Along the slender sandbar separating the Atlantic from the Intracoastal, plenty of Pompano condo towers from the sixties through the eighties were built with fireplaces. Owning one is a genuine luxury and a genuine oddity: your flue may travel through floors you do not own before it meets the salt wind up on the roof deck.
Nearly every high-rise hearth along the sand is factory-built: a metal firebox joined to a metal flue that runs upward inside a framed enclosure called a chase. Several residences often share one chase, their flues running side by side to a common rooftop termination. That termination lives in the harshest microclimate in the city, blasted by spray and unshaded sun, which is why rooftop components on beach towers wear out years ahead of their inland counterparts and why the roof, not your living room, is where most condo fireplace trouble begins.

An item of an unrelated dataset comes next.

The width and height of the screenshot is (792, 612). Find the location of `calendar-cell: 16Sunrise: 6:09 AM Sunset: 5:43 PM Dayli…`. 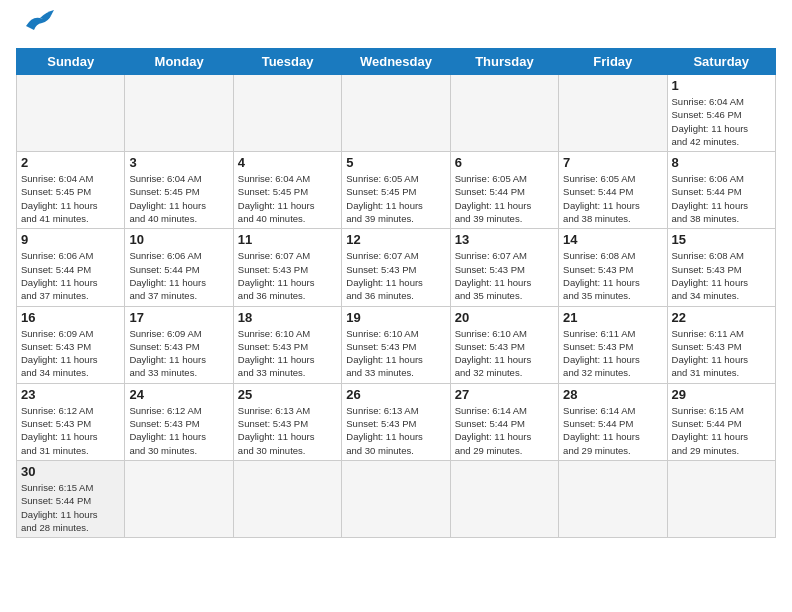

calendar-cell: 16Sunrise: 6:09 AM Sunset: 5:43 PM Dayli… is located at coordinates (71, 344).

Height changes the physics too. A flue rising ten or fifteen stories generates powerful draft, and wind wrapping around a tall building creates pressure zones that can push air down one flue while pulling it up another. Owners sometimes smell a neighbor's fire or feel cool air spilling from the firebox on a breezy day. These are building-scale airflow behaviors, not defects in your residence, but they do influence which terminations and dampers make sense at the top.
Condo documents draw a line through the middle of your fireplace. The firebox and everything visible inside your walls are typically yours; the chase structure, shared flues, and rooftop termination usually count as common elements under the association's care. In practice the line blurs, because a corroded shared cover can leak into one owner's ceiling, and a single flue problem can affect the neighbors above it. Before commissioning any work, request the declaration's maintenance matrix so nobody pays for a repair that was never theirs to make.
The paperwork weighs as much as the wrenches here. Most associations want advance approval for anything touching common elements, documentation from any company coming on site, and coordination for roof access, elevator use, and quiet hours. A well-run job starts with a written scope the board can approve quickly and ends with records for the building's files. Expect the process to add days, not hours, to the timeline, and start it early in the season before the board calendar fills.
Everything true of oceanfront corrosion applies double on a high roof deck. Termination caps, storm collars, and shared chase covers on beach towers sit in constant salt fog with no shelter, and galvanized parts up there can pit through remarkably fast. Because few owners ever visit the roof, failures announce themselves indirectly: rust stains on the parapet, a musty ceiling in a top-floor residence, or a fireplace that suddenly smells of the ocean after storms. An occasional rooftop check, arranged through management, catches these long before they reach anyone's drywall.
When replacement time comes, insist on marine-grade stainless for anything exposed, with hardware to match, and have every flue in a shared chase evaluated during the same visit, since they all weathered identically. Upgrading one termination while its twin rusts beside it simply books a second mobilization. Buildings that fold this work into scheduled roof maintenance spend noticeably less over a decade than buildings that respond leak by leak, and the board meeting where you propose the idea is worth attending.
Fireplace etiquette in a tower is mostly about smoke and air. Burn only small amounts of fully seasoned hardwood, keep fires brisk rather than smoldering, and crack a window on the fireplace side if your residence is tightly sealed, because kitchen and bath fans can tug smoke back into the room. If a neighbor mentions smells, take it seriously; shared chases can pass odors between floors, and the fix is usually a termination or seal adjustment rather than an accusation.
Some associations have retired wood burning altogether, others allow it seasonally, and rules can change with a single board vote, so confirm the current policy before your first fire each winter. Keep your own maintenance current, hold onto the records, and share them with management when asked. In our experience on the island, owners who treat the fireplace as a shared building system rather than a private amenity are the ones who keep the privilege longest.
Free written quote · Same-day service available · No hidden fees
It warrants a look rather than panic. Shared chases and rooftop pressure effects can transfer smoke between flues, and worn seals or a missing rain cover are the usual culprits. Report it to management so the flues can be checked as a set.
Both, ideally together. The cleanest arrangement is one visit with a scope split into owner items and common-element items, billed separately. It saves a second trip and prevents the finger-pointing that stalls repairs.
That depends entirely on your association's current rules, and boards do change them. Check the latest amendments before burning each season, and keep records of your fireplace's upkeep either way; they help whichever direction the policy goes.
New Pompano Beach customers — locked in automatically when you send this form.